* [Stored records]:
►
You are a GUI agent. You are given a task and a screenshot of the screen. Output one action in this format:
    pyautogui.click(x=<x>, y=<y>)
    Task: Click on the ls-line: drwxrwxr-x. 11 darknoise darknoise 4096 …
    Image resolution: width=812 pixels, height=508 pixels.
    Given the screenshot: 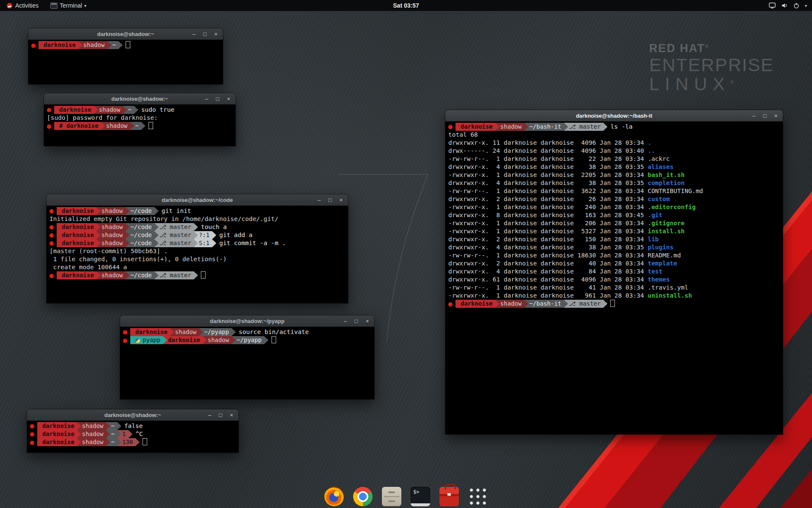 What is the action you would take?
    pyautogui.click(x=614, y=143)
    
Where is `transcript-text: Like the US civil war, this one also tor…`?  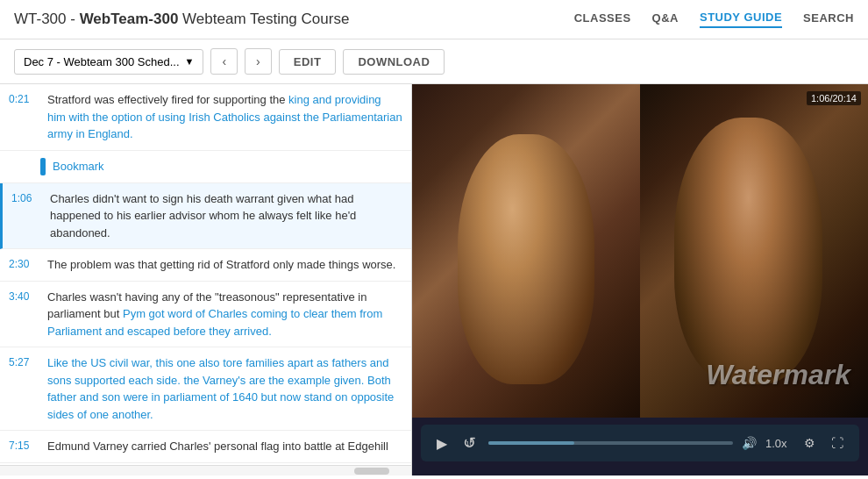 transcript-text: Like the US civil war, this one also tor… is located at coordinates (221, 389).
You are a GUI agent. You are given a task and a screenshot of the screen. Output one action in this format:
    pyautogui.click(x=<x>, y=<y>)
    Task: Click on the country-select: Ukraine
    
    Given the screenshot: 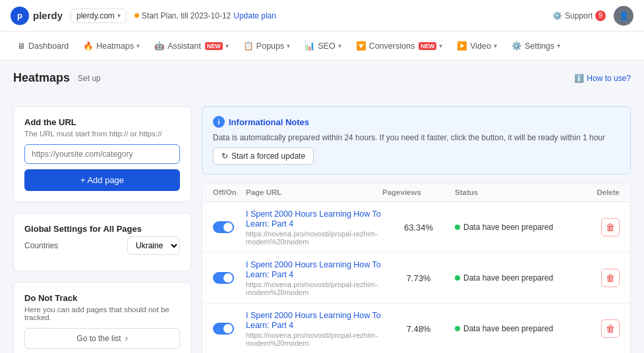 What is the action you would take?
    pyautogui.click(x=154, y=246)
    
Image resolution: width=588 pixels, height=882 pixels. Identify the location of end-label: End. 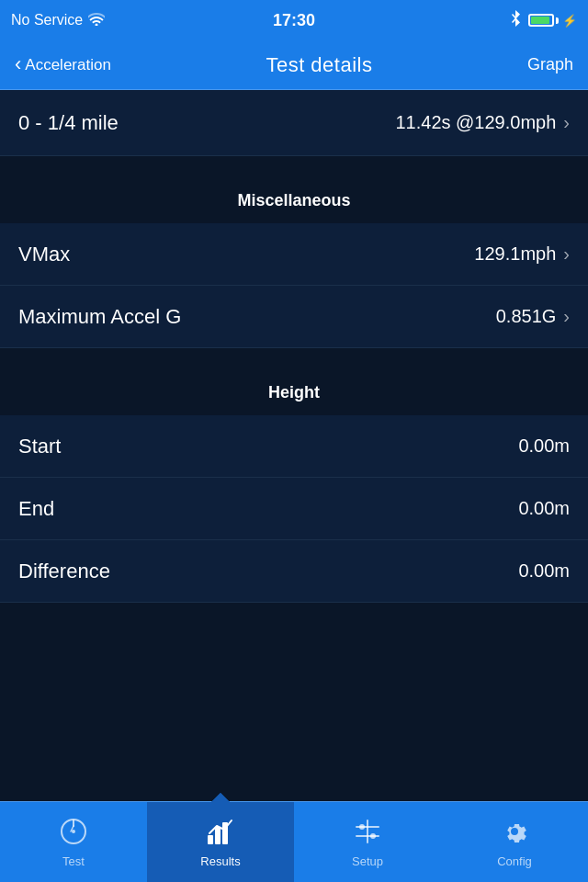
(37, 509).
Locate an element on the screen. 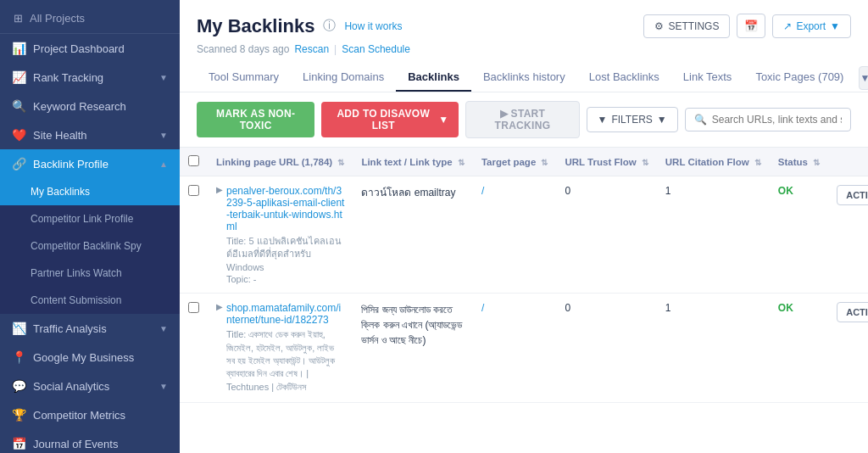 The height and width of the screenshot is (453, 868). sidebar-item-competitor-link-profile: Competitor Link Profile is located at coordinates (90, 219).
◄
►
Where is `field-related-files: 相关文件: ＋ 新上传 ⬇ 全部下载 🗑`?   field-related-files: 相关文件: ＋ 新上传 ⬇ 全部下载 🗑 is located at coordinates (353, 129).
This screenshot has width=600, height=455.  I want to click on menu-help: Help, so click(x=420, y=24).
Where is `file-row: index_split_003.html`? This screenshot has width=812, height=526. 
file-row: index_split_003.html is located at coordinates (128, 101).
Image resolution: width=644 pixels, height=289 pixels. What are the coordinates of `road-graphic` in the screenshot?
◄
* [Your assignment]:
Could you return exactly the lines above from the line with "This screenshot has width=600, height=455." to the line with "Image resolution: width=644", both included, and nothing else?

* [Task output]:
This screenshot has width=600, height=455.  I want to click on menu-help: Help, so click(x=420, y=24).
Where is `file-row: index_split_003.html`? This screenshot has width=812, height=526. 
file-row: index_split_003.html is located at coordinates (128, 101).
Image resolution: width=644 pixels, height=289 pixels. What are the coordinates of `road-graphic` in the screenshot?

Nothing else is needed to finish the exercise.